Civil rights groups including the NAACP Legal Defense Fund are applauding New York State?s new law that will end the practice of prison-based gerrymandering.
The New York State Legislature last week passed the law requiring inmates to be counted as residents of their home communities when political districts are redrawn not in the areas where they are imprisoned.
With Congressional redistricting to begin in March of 2011 the new law could have major impact on the future makeup of the state?s congressional districts. The NAACP Defense Fund, which is a separate organization from the NACCP, was one of many groups behind the effort over the years to have the law changed.
?While we are pleased the law now reflects what New York?s Constitution intended, the fight is not over. There are a number of states where similar bills are pending in state legislatures and we are making a major effort to target those states,? explained NAACP Legal Defense Fund Legislative assistant Dale Ho.
According to Ho, prison-based gerrymandering is an accounting gimmick, which dilutes the voting power of minority communities.
?I think it has been well-documented that minorities are incarcerated at rates much higher than whites,? said Ho. ?At some point it becomes advantageous to put more black men in prison and give them longer terms. It is nothing more than the use of the Census to affect a pure transfer of political power.?
Most incarcerated people can?t vote and in many states the prison population is largely comprised of African-Americans and Latinos, yet in almost every state the prisons are located in overwhelmingly white and rural towns.

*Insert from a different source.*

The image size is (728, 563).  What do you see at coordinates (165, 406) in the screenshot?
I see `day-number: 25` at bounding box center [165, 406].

The accounting inflates towns with incarcerated and disenfranchised minorities. The inflated populations mean prison towns get more representation in the state legislature, meaning less emphasis on urban issues and a disproportionate focus on rural concerns.

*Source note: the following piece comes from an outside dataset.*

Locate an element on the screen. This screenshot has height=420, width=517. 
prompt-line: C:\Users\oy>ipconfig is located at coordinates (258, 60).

The NAACP Legal Defense Fund?s Dale Ho cited the current situation in Iowa as a particularly egregious example.
?There is a city in Iowa, Anamosa, that has four districts. Three have about 1,300 people each. The fourth has only about 50 to 60 people but because they have a prison, their inflected count is now over 1,300 people. The level of legislative representation in Anamosa simply does not reflect reality.?

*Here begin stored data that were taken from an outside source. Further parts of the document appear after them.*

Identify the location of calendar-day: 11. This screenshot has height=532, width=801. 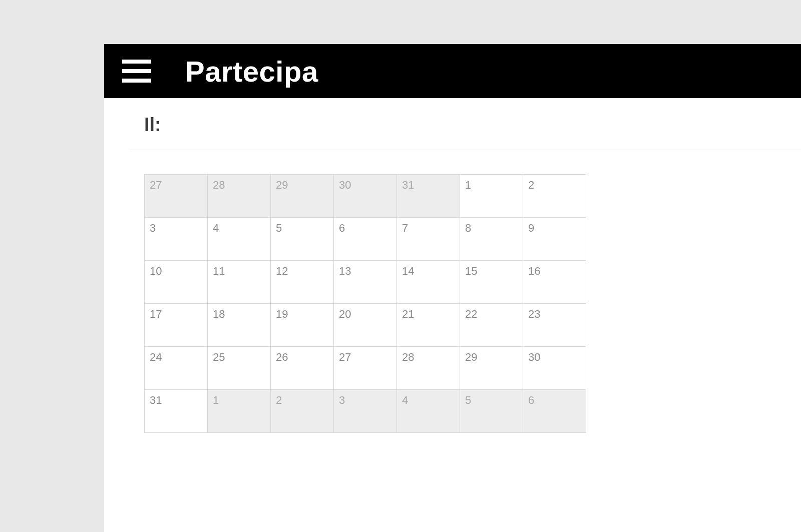
(239, 282).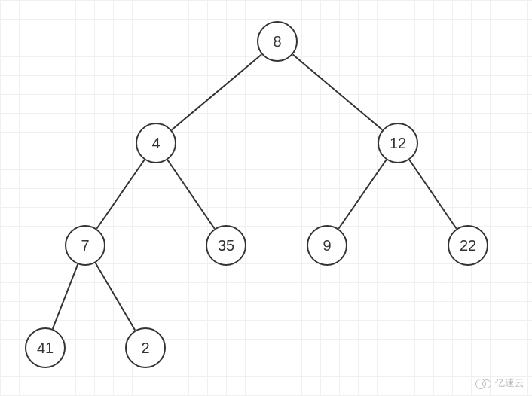  Describe the element at coordinates (468, 245) in the screenshot. I see `tree-node-value: 22` at that location.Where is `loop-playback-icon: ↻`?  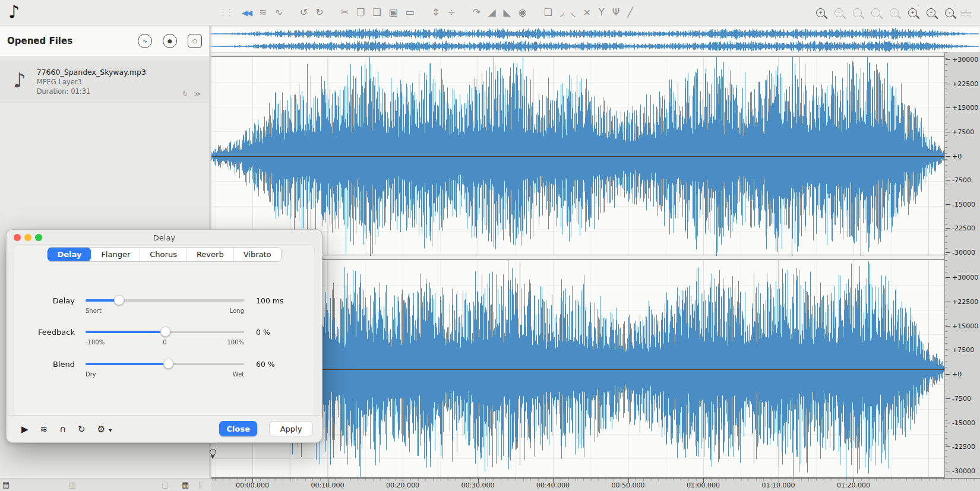 loop-playback-icon: ↻ is located at coordinates (185, 94).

In 2010, and in Census counts prior, inmates were counted at their prison locations and many state counties and municipalities will then use these numbers as the official count including the incarcerated people as residents of the prison location, inflating the local population counts used for legislative districts. The Census Bureau this year is trying to make it easier for states to adjust how they account for their prison populations into redistricting. The Census Bureau has stated they will make an extra effort to release prisoner data in time for states to identify those populations and account for them elsewhere when redistricting.
The NAACP Legal Defense Fund, which has drawn attention to the problem nationwide, is organizing to have legislation in place that by the next census, in 2020, the practice will end all together and the Census Bureau will change how inmates are counted.